Alternative Proteins & Lab Based Meats Need Investors To Get Them Out Of The Lab

Interest in lab-based meat and other alternative proteins is growing, but the industry needs investment to take innovation from the laboratory to the mass market.

Fabian Erici, Investment Manager at Stockholm-based venture capital fund Norrsken VC, explains why the investment is needed and the impact it could have…

 
There is a saying that you try food for the first time because it is novel, the second because it tastes good, and a third time because it is good value. If consumers don’t think it is worth the money, no new food will take off. This is what the foodtech industry faces with its alternative proteins: they are unique, they taste good, but the price point just isn’t there yet.

Plant-based alternatives to meat are already on their way to reaching the mass market, but other protein alternatives – such as lab-grown meat – have been too expensive for the average consumer. Back in 2013, the first cultivated meat (which was created with cells from a live animal and grown in a lab) was introduced to food experts in London.

The burger they ate was certainly novel, and they said it tasted good. But getting the meat to that point had required an investment of US$330,000.

And now, moving this kind of meat to the restaurant table is becoming a reality. It has been served in Singapore since 2020, and in Israel since 2021, but still, it is a novelty and too expensive for most consumers.
 

 
The early stages of innovation in lab-grown meat, and precision fermentation, have been successful. Now we need to shift from ‘if it can be done’ to ‘how to do it at scale’.

This investment will not only deliver financial returns, but also an opportunity to have a positive impact on a large scale. This is good news for impact investors like Norrsken VC, which is looking for the next impact unicorn – a company that has the potential to positively impact 1 billion people. Alternative proteins address the most pressing sustainability issues in our food ecosystem: they use less land, fewer carbon emissions, and there is no need to cart animals to the slaughterhouse.

And there are predictions that our oceans will be fishless by 2050; we need to find alternatives.

Awareness of plant-based alternatives has already grown exponentially. And we are hearing that customers of companies like Collectiv Food – a next-generation food supply service – are increasingly asking about other alternative proteins.

We have already witnessed the success of start-ups like Bluu Seafood, which has cultivated seafood from fish cells, but this is still a niche product. For this, and other innovations, to reach the mass market investment needs to go into the technology to scale it up.

Lab-grown meat may have been cultivated in a small bioprocessor tank but taking it to industrial-size tanks is challenging. Much of this technology was initially developed for the pharmaceutical industry, where the economics of low volumes and high cost can make sense. For meat alternatives, however, more development is needed to take the processes from the lab setting to industrial tanks. Now is the right time to invest in taking alternative proteins out of the lab.

Early movers – like Bluu Seafood – have already shown it can be done. Now is the time to do it at scale.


What is needed is a verbatim copy of each record below.

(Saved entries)
********

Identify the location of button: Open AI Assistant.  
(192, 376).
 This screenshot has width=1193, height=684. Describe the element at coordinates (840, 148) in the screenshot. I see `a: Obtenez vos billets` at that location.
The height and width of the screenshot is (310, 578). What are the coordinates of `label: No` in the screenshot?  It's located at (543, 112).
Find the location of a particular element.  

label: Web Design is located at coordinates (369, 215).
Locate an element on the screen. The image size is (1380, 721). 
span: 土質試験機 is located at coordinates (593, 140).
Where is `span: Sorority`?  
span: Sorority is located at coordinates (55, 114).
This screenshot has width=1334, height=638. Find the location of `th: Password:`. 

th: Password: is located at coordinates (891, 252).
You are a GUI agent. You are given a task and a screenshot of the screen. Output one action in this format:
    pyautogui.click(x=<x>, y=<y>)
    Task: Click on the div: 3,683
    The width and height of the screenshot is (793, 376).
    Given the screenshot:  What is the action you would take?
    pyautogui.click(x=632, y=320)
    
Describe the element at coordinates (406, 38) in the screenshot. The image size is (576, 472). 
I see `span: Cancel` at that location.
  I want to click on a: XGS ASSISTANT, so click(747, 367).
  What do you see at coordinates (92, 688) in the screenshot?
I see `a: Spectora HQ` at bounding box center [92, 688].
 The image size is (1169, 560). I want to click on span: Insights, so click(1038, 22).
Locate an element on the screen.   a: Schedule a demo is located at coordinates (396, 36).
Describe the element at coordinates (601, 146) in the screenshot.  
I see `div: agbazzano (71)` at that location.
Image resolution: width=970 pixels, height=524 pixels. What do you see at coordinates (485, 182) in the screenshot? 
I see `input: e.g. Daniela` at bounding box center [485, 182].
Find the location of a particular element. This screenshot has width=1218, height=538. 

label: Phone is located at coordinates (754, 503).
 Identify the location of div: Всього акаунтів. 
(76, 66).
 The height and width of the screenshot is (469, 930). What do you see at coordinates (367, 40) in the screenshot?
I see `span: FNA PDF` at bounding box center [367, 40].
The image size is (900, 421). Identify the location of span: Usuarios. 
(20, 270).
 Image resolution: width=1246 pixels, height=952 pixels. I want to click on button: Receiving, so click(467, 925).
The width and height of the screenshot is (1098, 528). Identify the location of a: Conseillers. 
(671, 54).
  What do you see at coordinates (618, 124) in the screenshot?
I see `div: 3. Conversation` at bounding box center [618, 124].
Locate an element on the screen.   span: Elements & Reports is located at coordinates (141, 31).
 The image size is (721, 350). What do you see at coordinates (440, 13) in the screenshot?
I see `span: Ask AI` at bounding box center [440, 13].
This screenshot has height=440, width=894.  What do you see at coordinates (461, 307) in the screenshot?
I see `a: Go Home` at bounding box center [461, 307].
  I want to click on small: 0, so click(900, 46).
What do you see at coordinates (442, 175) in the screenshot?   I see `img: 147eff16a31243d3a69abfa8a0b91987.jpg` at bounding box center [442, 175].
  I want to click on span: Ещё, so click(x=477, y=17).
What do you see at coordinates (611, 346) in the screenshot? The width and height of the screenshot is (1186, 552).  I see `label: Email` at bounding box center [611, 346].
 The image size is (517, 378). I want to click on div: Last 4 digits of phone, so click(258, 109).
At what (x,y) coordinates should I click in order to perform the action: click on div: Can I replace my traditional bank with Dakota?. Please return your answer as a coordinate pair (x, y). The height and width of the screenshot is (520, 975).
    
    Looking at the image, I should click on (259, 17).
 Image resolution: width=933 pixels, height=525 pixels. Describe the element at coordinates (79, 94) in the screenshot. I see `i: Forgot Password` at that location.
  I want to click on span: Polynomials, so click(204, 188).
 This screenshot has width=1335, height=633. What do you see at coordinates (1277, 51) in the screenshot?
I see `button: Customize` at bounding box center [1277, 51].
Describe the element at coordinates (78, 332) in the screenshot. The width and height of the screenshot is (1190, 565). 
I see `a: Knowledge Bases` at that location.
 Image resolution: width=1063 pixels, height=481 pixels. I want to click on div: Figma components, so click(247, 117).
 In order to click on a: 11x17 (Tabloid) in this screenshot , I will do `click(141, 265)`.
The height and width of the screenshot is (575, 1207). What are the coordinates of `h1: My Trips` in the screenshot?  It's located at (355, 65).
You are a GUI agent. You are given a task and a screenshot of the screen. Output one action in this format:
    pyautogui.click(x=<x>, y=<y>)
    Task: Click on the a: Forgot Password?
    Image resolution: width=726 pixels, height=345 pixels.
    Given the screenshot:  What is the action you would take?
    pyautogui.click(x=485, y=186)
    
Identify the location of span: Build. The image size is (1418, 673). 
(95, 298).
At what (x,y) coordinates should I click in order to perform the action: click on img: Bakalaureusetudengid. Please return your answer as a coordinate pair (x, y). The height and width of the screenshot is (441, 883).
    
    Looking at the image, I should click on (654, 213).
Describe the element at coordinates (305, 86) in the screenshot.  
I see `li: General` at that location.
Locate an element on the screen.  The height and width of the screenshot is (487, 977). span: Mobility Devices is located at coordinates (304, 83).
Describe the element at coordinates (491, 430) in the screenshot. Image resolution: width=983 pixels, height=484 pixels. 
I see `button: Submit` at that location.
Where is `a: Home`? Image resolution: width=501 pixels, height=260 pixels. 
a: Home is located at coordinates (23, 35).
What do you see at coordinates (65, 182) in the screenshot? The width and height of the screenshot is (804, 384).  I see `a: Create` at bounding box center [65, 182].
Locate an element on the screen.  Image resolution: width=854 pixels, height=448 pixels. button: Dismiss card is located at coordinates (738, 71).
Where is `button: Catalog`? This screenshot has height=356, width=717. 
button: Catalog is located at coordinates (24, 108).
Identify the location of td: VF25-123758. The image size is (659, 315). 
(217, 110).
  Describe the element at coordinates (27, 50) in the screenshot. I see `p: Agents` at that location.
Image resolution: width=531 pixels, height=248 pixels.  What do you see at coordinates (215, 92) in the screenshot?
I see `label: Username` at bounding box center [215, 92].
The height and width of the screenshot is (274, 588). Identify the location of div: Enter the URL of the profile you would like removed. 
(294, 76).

********

● **Answer section**:
Identify the location of button: Open AI Assistant.  
(192, 376).
 This screenshot has width=1193, height=684. Describe the element at coordinates (840, 148) in the screenshot. I see `a: Obtenez vos billets` at that location.
The height and width of the screenshot is (310, 578). What are the coordinates of `label: No` in the screenshot?  It's located at (543, 112).
Find the location of a particular element.  

label: Web Design is located at coordinates (369, 215).
Locate an element on the screen. The image size is (1380, 721). 
span: 土質試験機 is located at coordinates (593, 140).
Where is `span: Sorority`?  
span: Sorority is located at coordinates (55, 114).
This screenshot has width=1334, height=638. Find the location of `th: Password:`. 

th: Password: is located at coordinates (891, 252).
You are a GUI agent. You are given a task and a screenshot of the screen. Output one action in this format:
    pyautogui.click(x=<x>, y=<y>)
    Task: Click on the div: 3,683
    The width and height of the screenshot is (793, 376).
    Given the screenshot:  What is the action you would take?
    pyautogui.click(x=632, y=320)
    
Describe the element at coordinates (406, 38) in the screenshot. The image size is (576, 472). 
I see `span: Cancel` at that location.
  I want to click on a: XGS ASSISTANT, so click(747, 367).
  What do you see at coordinates (92, 688) in the screenshot?
I see `a: Spectora HQ` at bounding box center [92, 688].
 The image size is (1169, 560). I want to click on span: Insights, so click(1038, 22).
Locate an element on the screen.   a: Schedule a demo is located at coordinates (396, 36).
Describe the element at coordinates (601, 146) in the screenshot.  
I see `div: agbazzano (71)` at that location.
Image resolution: width=970 pixels, height=524 pixels. What do you see at coordinates (485, 182) in the screenshot? 
I see `input: e.g. Daniela` at bounding box center [485, 182].
Find the location of a particular element. This screenshot has width=1218, height=538. 

label: Phone is located at coordinates (754, 503).
 Identify the location of div: Всього акаунтів. 
(76, 66).
 The height and width of the screenshot is (469, 930). What do you see at coordinates (367, 40) in the screenshot?
I see `span: FNA PDF` at bounding box center [367, 40].
The image size is (900, 421). Identify the location of span: Usuarios. 
(20, 270).
 Image resolution: width=1246 pixels, height=952 pixels. I want to click on button: Receiving, so click(467, 925).
The width and height of the screenshot is (1098, 528). Identify the location of a: Conseillers. 
(671, 54).
  What do you see at coordinates (618, 124) in the screenshot?
I see `div: 3. Conversation` at bounding box center [618, 124].
Locate an element on the screen.   span: Elements & Reports is located at coordinates (141, 31).
 The image size is (721, 350). What do you see at coordinates (440, 13) in the screenshot?
I see `span: Ask AI` at bounding box center [440, 13].
This screenshot has height=440, width=894.  What do you see at coordinates (461, 307) in the screenshot?
I see `a: Go Home` at bounding box center [461, 307].
  I want to click on small: 0, so click(900, 46).
What do you see at coordinates (442, 175) in the screenshot?   I see `img: 147eff16a31243d3a69abfa8a0b91987.jpg` at bounding box center [442, 175].
  I want to click on span: Ещё, so click(x=477, y=17).
What do you see at coordinates (611, 346) in the screenshot? The width and height of the screenshot is (1186, 552).  I see `label: Email` at bounding box center [611, 346].
 The image size is (517, 378). I want to click on div: Last 4 digits of phone, so click(258, 109).
At what (x,y) coordinates should I click in order to perform the action: click on div: Can I replace my traditional bank with Dakota?. Please return your answer as a coordinate pair (x, y). The height and width of the screenshot is (520, 975).
    
    Looking at the image, I should click on (259, 17).
 Image resolution: width=933 pixels, height=525 pixels. Describe the element at coordinates (79, 94) in the screenshot. I see `i: Forgot Password` at that location.
  I want to click on span: Polynomials, so click(204, 188).
 This screenshot has width=1335, height=633. What do you see at coordinates (1277, 51) in the screenshot?
I see `button: Customize` at bounding box center [1277, 51].
Describe the element at coordinates (78, 332) in the screenshot. The width and height of the screenshot is (1190, 565). 
I see `a: Knowledge Bases` at that location.
 Image resolution: width=1063 pixels, height=481 pixels. I want to click on div: Figma components, so click(247, 117).
 In order to click on a: 11x17 (Tabloid) in this screenshot , I will do `click(141, 265)`.
The height and width of the screenshot is (575, 1207). What are the coordinates of `h1: My Trips` in the screenshot?  It's located at (355, 65).
You are a GUI agent. You are given a task and a screenshot of the screen. Output one action in this format:
    pyautogui.click(x=<x>, y=<y>)
    Task: Click on the a: Forgot Password?
    Image resolution: width=726 pixels, height=345 pixels.
    Given the screenshot:  What is the action you would take?
    pyautogui.click(x=485, y=186)
    
Identify the location of span: Build. The image size is (1418, 673). 
(95, 298).
At what (x,y) coordinates should I click in order to perform the action: click on img: Bakalaureusetudengid. Please return your answer as a coordinate pair (x, y). The height and width of the screenshot is (441, 883).
    
    Looking at the image, I should click on (654, 213).
Describe the element at coordinates (305, 86) in the screenshot.  
I see `li: General` at that location.
Locate an element on the screen.  The height and width of the screenshot is (487, 977). span: Mobility Devices is located at coordinates (304, 83).
Describe the element at coordinates (491, 430) in the screenshot. Image resolution: width=983 pixels, height=484 pixels. 
I see `button: Submit` at that location.
Where is `a: Home`? Image resolution: width=501 pixels, height=260 pixels. 
a: Home is located at coordinates (23, 35).
What do you see at coordinates (65, 182) in the screenshot? The width and height of the screenshot is (804, 384).  I see `a: Create` at bounding box center [65, 182].
Locate an element on the screen.  Image resolution: width=854 pixels, height=448 pixels. button: Dismiss card is located at coordinates (738, 71).
Where is `button: Catalog`? This screenshot has height=356, width=717. 
button: Catalog is located at coordinates (24, 108).
Identify the location of td: VF25-123758. The image size is (659, 315). 
(217, 110).
  Describe the element at coordinates (27, 50) in the screenshot. I see `p: Agents` at that location.
Image resolution: width=531 pixels, height=248 pixels.  What do you see at coordinates (215, 92) in the screenshot?
I see `label: Username` at bounding box center [215, 92].
The height and width of the screenshot is (274, 588). Identify the location of div: Enter the URL of the profile you would like removed. 
(294, 76).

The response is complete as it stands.